The Convention

 

Using the war with Austria and the attacks on the royal family as its reasons, the discussions clubs in Paris, including the Jacobins and Robespierre, took control of the government on Sept. 20, 1792.  The Legislative Assembly was dissolved and a new governing body called the Convention was convened.  The Convention was comprised of 749 men.  These men were mostly lawyers but two were workers, one was a peasant and 23 were nobles.  When the Convention was convened the people would sit in a semi-circle facing the president.  The radicals (Jacobins) all sat on the left and the conservatives (Girondins) sat on the right.  The majority of people sat in the middle.  This is where the political terms of right and left come from.  At first the middle group tried to vote on each issue based on its merits but were soon absorbed and controlled by the Girondins.  The Jacobins used the public galleries in the Convention who in turn appealed to the mobs outside to force items through the convention by threats of violence.

 

            The first act of the Convention was to abolish the monarchy and declare France as a republic.  At this point the Convention decided that all links to the past had to be removed.  In a series of proclamations, the Convention:

 

1.           banished forever all émigrés (nobles who had left France)

2.           converted all churches to Temples of Reason.

3.           abolished all titles.  Everyone in France was to be referred to as “citizen”.

4.           abolished the old calendar.  Months, days of the week and holidays were all renamed.

 

In December of 1792, Citizen Capet (Louis XVI) was dragged in front of the Convention for trial.  He was found guilty of treason by a vote of 387 to 334 and was condemned to death.  Louis died bravely in his public execution by guillotine and nine months later Marie Antoinette was also executed.  Their son, Louis XVII died in captivity but his death was never officially recorded.

 

Louis’ execution shocked and angered the outside world.  The Convention however was defiant of any outside interference and said, “Come all kings of Europe against us and we will hurl at their feet in defiance the head of a king.”  Early successes by the French army against other countries gave the Convention a thirst for conquest as they aggressively expanded France’s borders.  Other countries in Europe, at first delighting in the French Revolution as it weakened the country, grew more worried by its aggressiveness.  In 1793, England formed a coalition with Austria, Prussia, Spain, Savoy and Holland to curb France’s aggressive advances into their territories.  This coalition was partially successful in re-establishing the balance of power in Europe and forced France out of several of the territories it had taken in recent years.  A key loss was when an army controlled by a man named Dumouriez defected to Austria.  However, this defection would allow the radicals in the Convention to gain tighter control over the government and implement the Reign of Terror.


# [ASSIGNED TASK]
Search the records below for the string "screenshot", and report each line that contains it.

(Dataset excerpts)
........

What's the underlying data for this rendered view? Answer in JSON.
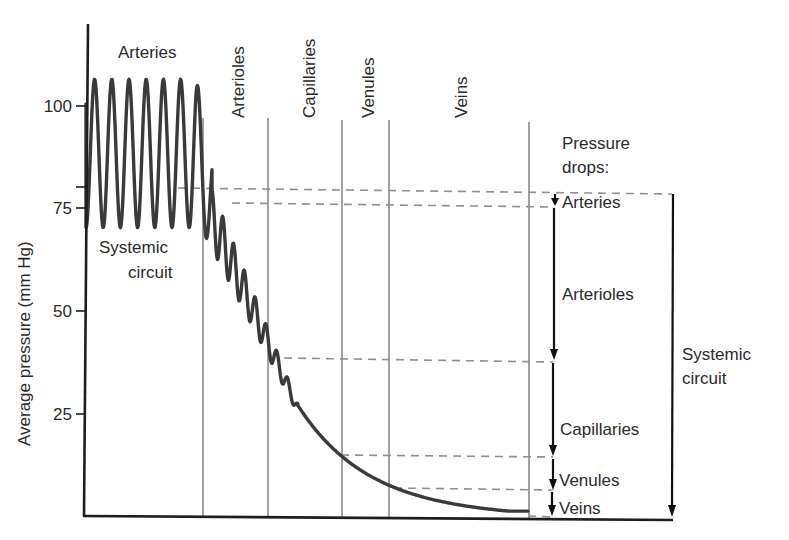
{
  "chart_data": {
    "type": "line",
    "title": "",
    "xlabel": "",
    "ylabel": "Average pressure (mm Hg)",
    "ylim": [
      0,
      120
    ],
    "yticks": [
      25,
      50,
      75,
      100
    ],
    "grid": false,
    "segments": [
      "Arteries",
      "Arterioles",
      "Capillaries",
      "Venules",
      "Veins"
    ],
    "segment_boundaries_px": [
      84,
      203,
      268,
      342,
      389,
      529
    ],
    "series": [
      {
        "name": "Systemic circuit pressure",
        "description": "Pulsatile pressure in arteries oscillating ~70-106 mm Hg (mean ~93), damped oscillations through arterioles falling to ~35 mm Hg, smooth decline through capillaries, venules and veins to ~0-2 mm Hg",
        "points": [
          {
            "segment": "Arteries",
            "systolic": 106,
            "diastolic": 70,
            "mean": 93
          },
          {
            "segment": "Arterioles (start)",
            "mean": 78
          },
          {
            "segment": "Arterioles/Capillaries boundary",
            "mean": 37
          },
          {
            "segment": "Capillaries/Venules boundary",
            "mean": 15
          },
          {
            "segment": "Venules/Veins boundary",
            "mean": 6
          },
          {
            "segment": "Veins (end)",
            "mean": 0
          }
        ]
      }
    ],
    "pressure_drop_levels_mmHg": [
      79,
      76,
      38,
      15,
      7,
      0
    ],
    "annotations": [
      "Arteries",
      "Systemic circuit",
      "Pressure drops:",
      "Arteries",
      "Arterioles",
      "Capillaries",
      "Venules",
      "Veins",
      "Systemic circuit"
    ]
  },
  "labels": {
    "y_axis": "Average pressure (mm Hg)",
    "ticks": [
      "100",
      "75",
      "50",
      "25"
    ],
    "region_arteries": "Arteries",
    "region_arteries_sub_line1": "Systemic",
    "region_arteries_sub_line2": "circuit",
    "region_arterioles": "Arterioles",
    "region_capillaries": "Capillaries",
    "region_venules": "Venules",
    "region_veins": "Veins",
    "drops_title_line1": "Pressure",
    "drops_title_line2": "drops:",
    "drop_arteries": "Arteries",
    "drop_arterioles": "Arterioles",
    "drop_capillaries": "Capillaries",
    "drop_venules": "Venules",
    "drop_veins": "Veins",
    "systemic_line1": "Systemic",
    "systemic_line2": "circuit"
  },
  "colors": {
    "curve": "#3a3a3a",
    "axis": "#1e1e1e",
    "divider": "#8a8a8a",
    "dashed": "#8f8f8f",
    "arrow": "#111111",
    "text": "#2a2a2a"
  }
}
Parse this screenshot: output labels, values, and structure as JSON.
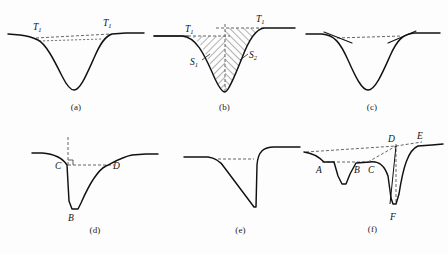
{
  "figure": {
    "background_color": "#fdfdfd",
    "line_color": "#111111",
    "dash_color": "#4a4a4a",
    "panel_count": 6
  },
  "panels": {
    "a": {
      "caption": "(a)",
      "description": "smooth-asymmetric-trough-with-shoulder-thresholds",
      "labels": {
        "left_threshold": "T",
        "left_threshold_sub": "1",
        "right_threshold": "T",
        "right_threshold_sub": "1"
      }
    },
    "b": {
      "caption": "(b)",
      "description": "hatched-area-trough-with-two-area-regions",
      "labels": {
        "left_threshold": "T",
        "left_threshold_sub": "1",
        "right_threshold": "T",
        "right_threshold_sub": "1",
        "left_area": "S",
        "left_area_sub": "1",
        "right_area": "S",
        "right_area_sub": "2"
      }
    },
    "c": {
      "caption": "(c)",
      "description": "symmetric-v-trough-with-tangent-segments"
    },
    "d": {
      "caption": "(d)",
      "description": "sharp-trough-with-right-angle-construction",
      "labels": {
        "left_point": "C",
        "right_point": "D",
        "minimum_point": "B"
      }
    },
    "e": {
      "caption": "(e)",
      "description": "linear-ramp-down-with-vertical-recovery"
    },
    "f": {
      "caption": "(f)",
      "description": "compound-double-trough-with-six-construction-points",
      "labels": {
        "p1": "A",
        "p2": "B",
        "p3": "C",
        "p4": "D",
        "p5": "E",
        "p6": "F"
      }
    }
  }
}
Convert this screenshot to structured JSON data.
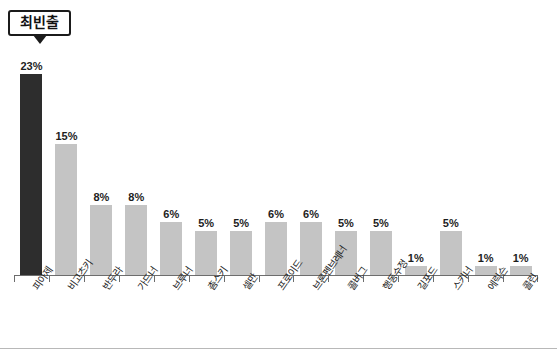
{
  "chart_data": {
    "type": "bar",
    "title": "",
    "xlabel": "",
    "ylabel": "",
    "ylim": [
      0,
      25
    ],
    "grid": false,
    "legend": "none",
    "value_suffix": "%",
    "highlight_index": 0,
    "categories": [
      "피아제",
      "비고츠키",
      "반두라",
      "가드너",
      "브루너",
      "촘스키",
      "셀만",
      "프로이드",
      "브론펜브레너",
      "콜버그",
      "행동수정",
      "길포드",
      "스키너",
      "에릭슨",
      "콜린"
    ],
    "values": [
      23,
      15,
      8,
      8,
      6,
      5,
      5,
      6,
      6,
      5,
      5,
      1,
      5,
      1,
      1
    ],
    "value_labels": [
      "23%",
      "15%",
      "8%",
      "8%",
      "6%",
      "5%",
      "5%",
      "6%",
      "6%",
      "5%",
      "5%",
      "1%",
      "5%",
      "1%",
      "1%"
    ],
    "colors": {
      "highlight_bar": "#2d2d2d",
      "bar": "#c4c4c4",
      "axis": "#6d6d6d",
      "text": "#1d1d1d"
    }
  },
  "callout": {
    "label": "최빈출"
  },
  "title_strip": {
    "text": ""
  }
}
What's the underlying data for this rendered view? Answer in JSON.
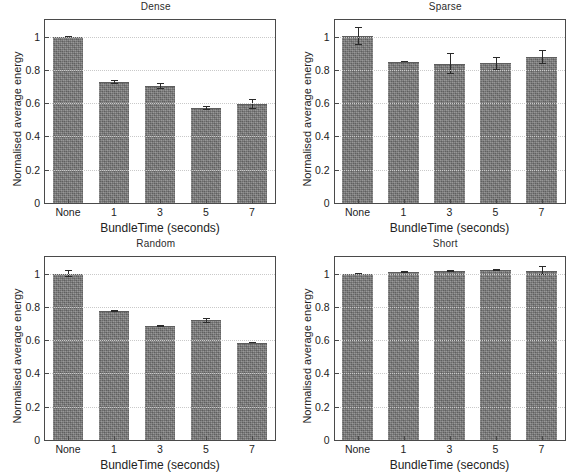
{
  "figure": {
    "ylabel": "Normalised average energy",
    "xlabel": "BundleTime (seconds)",
    "categories": [
      "None",
      "1",
      "3",
      "5",
      "7"
    ],
    "yticks": [
      "0",
      "0.2",
      "0.4",
      "0.6",
      "0.8",
      "1"
    ],
    "bar_color": "#7b7b7b",
    "frame_color": "#4a4a4a",
    "grid_color": "#c9c9c9"
  },
  "panels": [
    {
      "title": "Dense"
    },
    {
      "title": "Sparse"
    },
    {
      "title": "Random"
    },
    {
      "title": "Short"
    }
  ],
  "chart_data": [
    {
      "type": "bar",
      "title": "Dense",
      "xlabel": "BundleTime (seconds)",
      "ylabel": "Normalised average energy",
      "categories": [
        "None",
        "1",
        "3",
        "5",
        "7"
      ],
      "values": [
        1.0,
        0.725,
        0.705,
        0.57,
        0.595
      ],
      "errors": [
        0.005,
        0.012,
        0.018,
        0.012,
        0.028
      ],
      "ylim": [
        0,
        1.1
      ],
      "yticks": [
        0,
        0.2,
        0.4,
        0.6,
        0.8,
        1
      ],
      "grid": true,
      "legend": "none"
    },
    {
      "type": "bar",
      "title": "Sparse",
      "xlabel": "BundleTime (seconds)",
      "ylabel": "Normalised average energy",
      "categories": [
        "None",
        "1",
        "3",
        "5",
        "7"
      ],
      "values": [
        1.005,
        0.85,
        0.838,
        0.84,
        0.875
      ],
      "errors": [
        0.055,
        0.005,
        0.062,
        0.038,
        0.042
      ],
      "ylim": [
        0,
        1.1
      ],
      "yticks": [
        0,
        0.2,
        0.4,
        0.6,
        0.8,
        1
      ],
      "grid": true,
      "legend": "none"
    },
    {
      "type": "bar",
      "title": "Random",
      "xlabel": "BundleTime (seconds)",
      "ylabel": "Normalised average energy",
      "categories": [
        "None",
        "1",
        "3",
        "5",
        "7"
      ],
      "values": [
        1.0,
        0.775,
        0.685,
        0.72,
        0.585
      ],
      "errors": [
        0.022,
        0.004,
        0.004,
        0.016,
        0.004
      ],
      "ylim": [
        0,
        1.1
      ],
      "yticks": [
        0,
        0.2,
        0.4,
        0.6,
        0.8,
        1
      ],
      "grid": true,
      "legend": "none"
    },
    {
      "type": "bar",
      "title": "Short",
      "xlabel": "BundleTime (seconds)",
      "ylabel": "Normalised average energy",
      "categories": [
        "None",
        "1",
        "3",
        "5",
        "7"
      ],
      "values": [
        1.0,
        1.008,
        1.018,
        1.022,
        1.018
      ],
      "errors": [
        0.004,
        0.005,
        0.006,
        0.008,
        0.028
      ],
      "ylim": [
        0,
        1.1
      ],
      "yticks": [
        0,
        0.2,
        0.4,
        0.6,
        0.8,
        1
      ],
      "grid": true,
      "legend": "none"
    }
  ]
}
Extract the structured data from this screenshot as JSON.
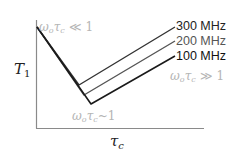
{
  "chart_data": {
    "type": "line",
    "title": "",
    "xlabel": "τ_c",
    "ylabel": "T_1",
    "xlabel_main": "τ",
    "xlabel_sub": "c",
    "ylabel_main": "T",
    "ylabel_sub": "1",
    "grid": false,
    "legend_position": "inline-right",
    "series": [
      {
        "name": "300 MHz",
        "color": "#333333",
        "points": [
          [
            37,
            27
          ],
          [
            79,
            85
          ],
          [
            175,
            27
          ]
        ]
      },
      {
        "name": "200 MHz",
        "color": "#555555",
        "points": [
          [
            37,
            27
          ],
          [
            84,
            95
          ],
          [
            175,
            41
          ]
        ]
      },
      {
        "name": "100 MHz",
        "color": "#1a1a1a",
        "points": [
          [
            37,
            27
          ],
          [
            91,
            104
          ],
          [
            175,
            56
          ]
        ]
      }
    ],
    "annotations": [
      {
        "text": "ω₀τc ≪ 1",
        "region": "short correlation time (top-left)",
        "color": "#b0b0b0"
      },
      {
        "text": "ω₀τc ~1",
        "region": "T1 minimum",
        "color": "#b0b0b0"
      },
      {
        "text": "ω₀τc ≫ 1",
        "region": "long correlation time (right)",
        "color": "#b0b0b0"
      }
    ]
  },
  "labels": {
    "series_300": "300 MHz",
    "series_200": "200 MHz",
    "series_100": "100 MHz",
    "annot_low": {
      "omega": "ω",
      "o": "o",
      "tau": "τ",
      "c": "c",
      "rel": " ≪ 1"
    },
    "annot_min": {
      "omega": "ω",
      "o": "o",
      "tau": "τ",
      "c": "c",
      "rel": "~1"
    },
    "annot_high": {
      "omega": "ω",
      "o": "o",
      "tau": "τ",
      "c": "c",
      "rel": " ≫ 1"
    }
  }
}
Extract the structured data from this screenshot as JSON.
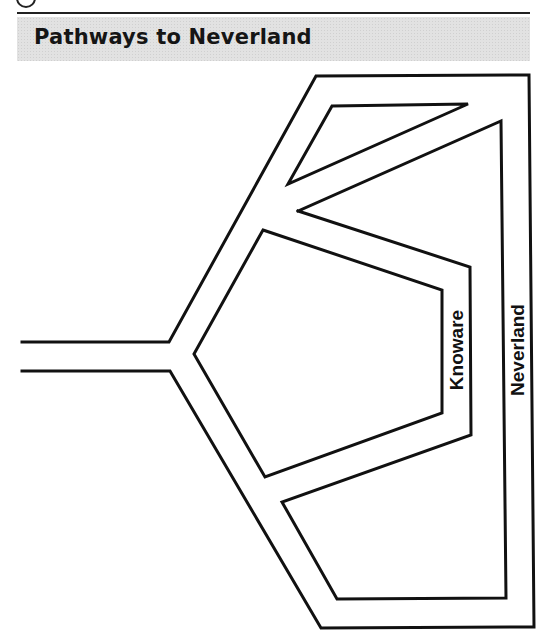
{
  "header": {
    "title": "Pathways to Neverland"
  },
  "diagram": {
    "labels": {
      "knoware": "Knoware",
      "neverland": "Neverland"
    },
    "stroke_color": "#111111",
    "title_bar_color": "#e2e2e2"
  }
}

........

# [REPLY]
Parse this screenshot: output labels, values, and structure as JSON.
Convert this screenshot to structured JSON data.
Extract the structured data from this screenshot as JSON.
Extract the structured data from this screenshot as JSON.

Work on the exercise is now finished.